2017
When I joined Cloudflare, I came from Akamai. I understood internet infrastructure. I understood the market. But Cloudflare was different — the platform was evolving fast, the product suite was growing, and the customers we were going after expected you to know your stuff.
Back then, we didn’t have Solution Engineers on every call. If a prospect had a technical question, you couldn’t just tag someone in and sit back. You had to know the answer, or at least know enough to hold the conversation until you could get one.
So I did the only thing that made sense. I sat with the SEs.
I soaked in what they did on a daily basis. I watched how they positioned the platform, how they handled objections, how they explained DNS, caching, WAF rules, and SSL configurations in a way that made sense to both technical and non-technical buyers. And most importantly, I asked a ton of questions. About everything. Relentlessly.
That investment paid off. I didn’t just learn the product — I learned how to speak the language. I could walk into a room with a CISO, a VP of Engineering, and a CFO, and hold my own with all three. That’s what won deals. That’s what built trust.
The best salespeople are the ones who actually understand what they sell. Not the pitch deck version. The real version.
2026
Fast forward eight years. I’ve earned President’s Club, been named Top Account Executive of the Year — twice — and I’ve helped some of the largest companies in the world secure and accelerate their internet presence. I know this platform. I’ve sold it at scale.
But the platform has changed. Cloudflare isn’t just CDN and DNS anymore. It’s a developer platform. Workers, Pages, R2, Durable Objects, Workers AI — this is where the growth is, and this is what our customers are building on. The conversations I’m having today are fundamentally different from 2017.
And I realized something: I was doing the 2017 version of selling a 2026 platform.
I could pitch Workers. I could explain what edge compute means. But I’d never actually deployed a Worker. I’d never set up Cloudflare Pages. I’d never experienced what our developers experience when they build on our platform.
So I decided to change that.
What I’m Building
This site — the one you’re reading right now — is built entirely on Cloudflare. No Squarespace. No WordPress. No origin server. Just Cloudflare Pages, deployed from GitHub, running on the edge across 300+ cities worldwide.
Total hosting cost: $0 per month.
I built it using Claude AI to write the code and Cloudflare’s Wrangler CLI to deploy it. I set up the DNS, configured the records, connected the custom domain, and deployed — all in an afternoon. I made mistakes along the way (I accidentally created a Worker instead of a Page — there’s a blog post coming on that one), and every single mistake taught me something I can now use in a customer conversation.
And I’m just getting started. The roadmap includes Cloudflare Workers for edge logic, Durable Objects for persistent state, R2 for storage, and Workers AI for intelligent features. Each one maps directly to a real customer use case I’m pitching right now.
Why This Matters for Sales
If you’re in sales at a technology company — any technology company — and you haven’t built something on your own platform, you’re leaving credibility on the table.
I’m not talking about running a demo environment someone else set up. I’m talking about starting from scratch, hitting errors, reading docs, figuring it out, and deploying something real. Because that’s exactly what your customers do. And when you’ve done it yourself, the conversation changes.
You stop pitching features and start solving problems. You stop reading slides and start sharing experience. You stop saying “our platform can do this” and start saying “I built this, and here’s what I learned.”
That’s the difference between a salesperson and a trusted advisor.
In 2017, I sat with the SEs to learn the platform. In 2026, I’m building on it myself. The lesson is the same: do whatever it takes to actually understand what you sell.
What’s Next
I’ll be documenting the entire process on this site — every build, every mistake, every lesson learned. Written for salespeople, by a salesperson. If you sell Cloudflare, or any developer platform, and you want to understand what your customers actually go through when they build on it, follow along.
This is the blog I wish existed when I started. Consider this the 2026 version of sitting with the SEs.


_WHAT THE TASK REQUIRES_:
The records below must be transcribed precisely and in full.

_INPUT FOR THIS TASK_:
=====
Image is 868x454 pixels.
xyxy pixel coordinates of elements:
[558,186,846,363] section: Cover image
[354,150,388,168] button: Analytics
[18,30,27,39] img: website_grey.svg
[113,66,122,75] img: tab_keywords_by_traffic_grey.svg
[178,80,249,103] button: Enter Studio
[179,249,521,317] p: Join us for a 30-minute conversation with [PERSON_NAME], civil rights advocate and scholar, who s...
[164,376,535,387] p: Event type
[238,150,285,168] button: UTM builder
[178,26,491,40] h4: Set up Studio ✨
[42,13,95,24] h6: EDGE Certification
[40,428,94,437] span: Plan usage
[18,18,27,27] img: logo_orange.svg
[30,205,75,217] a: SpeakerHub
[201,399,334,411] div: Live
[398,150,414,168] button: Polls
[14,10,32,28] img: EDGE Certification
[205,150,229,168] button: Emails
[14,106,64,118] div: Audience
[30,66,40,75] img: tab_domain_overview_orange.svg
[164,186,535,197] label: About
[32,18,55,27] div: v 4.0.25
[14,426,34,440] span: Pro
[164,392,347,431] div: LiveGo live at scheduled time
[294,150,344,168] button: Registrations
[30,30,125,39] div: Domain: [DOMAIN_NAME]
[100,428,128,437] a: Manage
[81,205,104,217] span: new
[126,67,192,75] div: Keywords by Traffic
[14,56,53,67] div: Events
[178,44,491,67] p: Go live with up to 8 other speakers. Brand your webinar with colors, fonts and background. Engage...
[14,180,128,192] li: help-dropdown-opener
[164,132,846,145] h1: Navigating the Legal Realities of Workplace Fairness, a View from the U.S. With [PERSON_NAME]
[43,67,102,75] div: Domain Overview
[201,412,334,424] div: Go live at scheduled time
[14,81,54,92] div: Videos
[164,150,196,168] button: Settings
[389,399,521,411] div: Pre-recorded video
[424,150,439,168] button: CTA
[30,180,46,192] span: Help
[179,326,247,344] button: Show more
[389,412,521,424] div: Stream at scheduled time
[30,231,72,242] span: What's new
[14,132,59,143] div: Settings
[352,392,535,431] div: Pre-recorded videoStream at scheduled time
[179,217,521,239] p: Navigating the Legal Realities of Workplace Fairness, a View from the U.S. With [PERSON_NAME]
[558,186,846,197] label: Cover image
=====
_RESULT OF THIS TASK_:
Image is 868x454 pixels.
xyxy pixel coordinates of elements:
[558,186,846,363] section: Cover image
[354,150,388,168] button: Analytics
[18,30,27,39] img: website_grey.svg
[113,66,122,75] img: tab_keywords_by_traffic_grey.svg
[178,80,249,103] button: Enter Studio
[179,249,521,317] p: Join us for a 30-minute conversation with [PERSON_NAME], civil rights advocate and scholar, who s...
[164,376,535,387] p: Event type
[238,150,285,168] button: UTM builder
[178,26,491,40] h4: Set up Studio ✨
[42,13,95,24] h6: EDGE Certification
[40,428,94,437] span: Plan usage
[18,18,27,27] img: logo_orange.svg
[30,205,75,217] a: SpeakerHub
[201,399,334,411] div: Live
[398,150,414,168] button: Polls
[14,10,32,28] img: EDGE Certification
[205,150,229,168] button: Emails
[14,106,64,118] div: Audience
[30,66,40,75] img: tab_domain_overview_orange.svg
[164,186,535,197] label: About
[32,18,55,27] div: v 4.0.25
[14,426,34,440] span: Pro
[164,392,347,431] div: LiveGo live at scheduled time
[294,150,344,168] button: Registrations
[30,30,125,39] div: Domain: [DOMAIN_NAME]
[100,428,128,437] a: Manage
[81,205,104,217] span: new
[126,67,192,75] div: Keywords by Traffic
[14,56,53,67] div: Events
[178,44,491,67] p: Go live with up to 8 other speakers. Brand your webinar with colors, fonts and background. Engage...
[14,180,128,192] li: help-dropdown-opener
[164,132,846,145] h1: Navigating the Legal Realities of Workplace Fairness, a View from the U.S. With [PERSON_NAME]
[43,67,102,75] div: Domain Overview
[201,412,334,424] div: Go live at scheduled time
[14,81,54,92] div: Videos
[164,150,196,168] button: Settings
[389,399,521,411] div: Pre-recorded video
[424,150,439,168] button: CTA
[30,180,46,192] span: Help
[179,326,247,344] button: Show more
[389,412,521,424] div: Stream at scheduled time
[30,231,72,242] span: What's new
[14,132,59,143] div: Settings
[352,392,535,431] div: Pre-recorded videoStream at scheduled time
[179,217,521,239] p: Navigating the Legal Realities of Workplace Fairness, a View from the U.S. With [PERSON_NAME]
[558,186,846,197] label: Cover image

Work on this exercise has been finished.